Looking and Really Seeing
so-called minorities as actual people
Sometimes words fail us. Sometimes, we overuse words meant for describing power when we’re trying to talk about people. When we call people minorities, it should only ever be in the context of naming and questioning who gets to be in the majority. These terms serve a purpose. They describe the power dynamics in society, a community, an industry, a workplace. We have to talk about them plainly in order to protect human rights and correct imbalances of power. But when it comes to describing individual human beings, the same words can only tell you the most reductive things about a person. The word minority, and even more specific identifying words like BIPOC, person of color, queer person, et cetera, don’t really tell you what a person is like, who they love, what they dream of, what makes them nervous, what makes them glad.

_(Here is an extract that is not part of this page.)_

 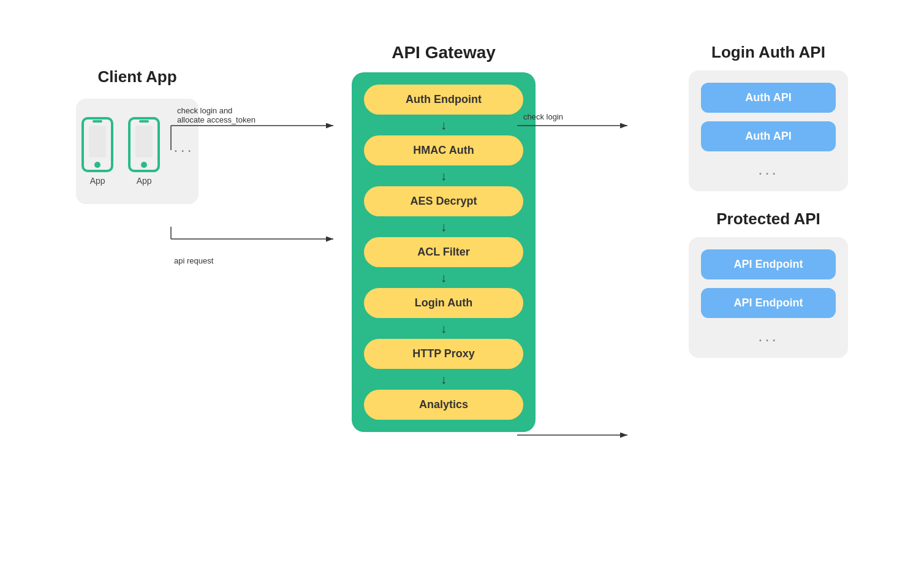 What do you see at coordinates (768, 53) in the screenshot?
I see `login-auth-title: Login Auth API` at bounding box center [768, 53].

This is where art can help. Good art doesn’t have to try hard to “humanize” people. They were never not human. Good art helps the viewer look and see better. Dehumanizing was always a problem of the gazer, not the gazed upon. Sometimes art is able to get to the human core of things and also address imbalances of power, and I’m always glad when this happens.
If you’re in Oakland Chinatown this spring, make sure to stop in the Oakland Asian Cultural Center and look for this exhibit of photographs of Bay Area immigrants by local photographer and activist, Joyce Xi.
It’s not obvious from the outside where it is, but this is what the facade of the building looks like:
You might recognize this plaza because its garage is one of the best places to park in Chinatown. Go up to the second floor, through the main doors of the Oakland Asian Cultural Center, and to the hallway on your right. There you’ll find several displays of photographs – first the smaller ones, then larger portraits as you continue through another doorway, down the hall.
I usually don’t love wall text in an art exhibit, but in this case it was necessary and powerful to read the words of the people in the photos.
“It’s different when you speak your own language. You speak freely. You don’t have to make up words…. You speak your heart, you speak your emotions.”
– Bushra
I learned English as a small child, before I was aware of language as a thing one has to learn. I remember not being able to understand or communicate at daycare when I was three or four, and that it felt isolating. And then I remember being five or six, in kindergarten, and resenting being pulled out of class for ESL instruction that I no longer needed. And slowly losing my Vietnamese as English became the language in which I think. It’s still there in me, not lost completely, as I grew up speaking it to my parents and to most of my elders. There are parts of me that can only be accessed through the tones of Vietnamese, certain words that strike a special chord, notes that don’t resonate otherwise. To be all the parts of me, I need more than one language.
“When I first came here and took my son to the children’s hospital, the lady who spoke Khmer and did medical interpretation for me… it was so important at the time. I didn’t speak any English. For her to translate the information that I gave to her accurately and she relay[ed] it to the doctor, it was so intriguing. I kept thinking in my head, this is a job I want to do later in life when I speak English fluently.”
– Sophal
I think about the continuity built by refugees and immigrants who become helpers for the ones who come after them. How much this is needed.
“I completed the 4th grade at the Thai-Burma refugee camp before coming to the U.S. When I came to the U.S., I was 16 years old, and I had the opportunity to attend Oakland International High School. I faced enormous challenges, including speaking in English, building relationships with friends and teachers.”
– Paw Paw
I recognized my former student from Oakland International High School before I read the wall text next to her portrait. And I remembered how she used to look at me sometimes, a mixture of sad and sorry. I was sorry too, for the gaps between us that the words we had could not bridge.
It strikes me now that we are not meant to understand everyone fully – how could we? But we can relinquish the colonizing impulse to control their language and how they express themselves. In California, a relatively large number of languages are considered in public contexts like signage, medical documents, and voter guides. English-only initiatives are stupidly popular in many states. With French roots, Louisiana is a bit of an outlier in the South, and New Orleans the American city most like being in another country. I learn new words here all the time.
But it was in Oakland, where I was a public school teacher whose students spoke over 30 different languages, that I experienced, on the daily, the complex beauty of the world, and was challenged, on the daily, to rise to meet it. Go see this photo exhibit if you can. You’ll get a taste of the richness of that experience, and come out a better person for it.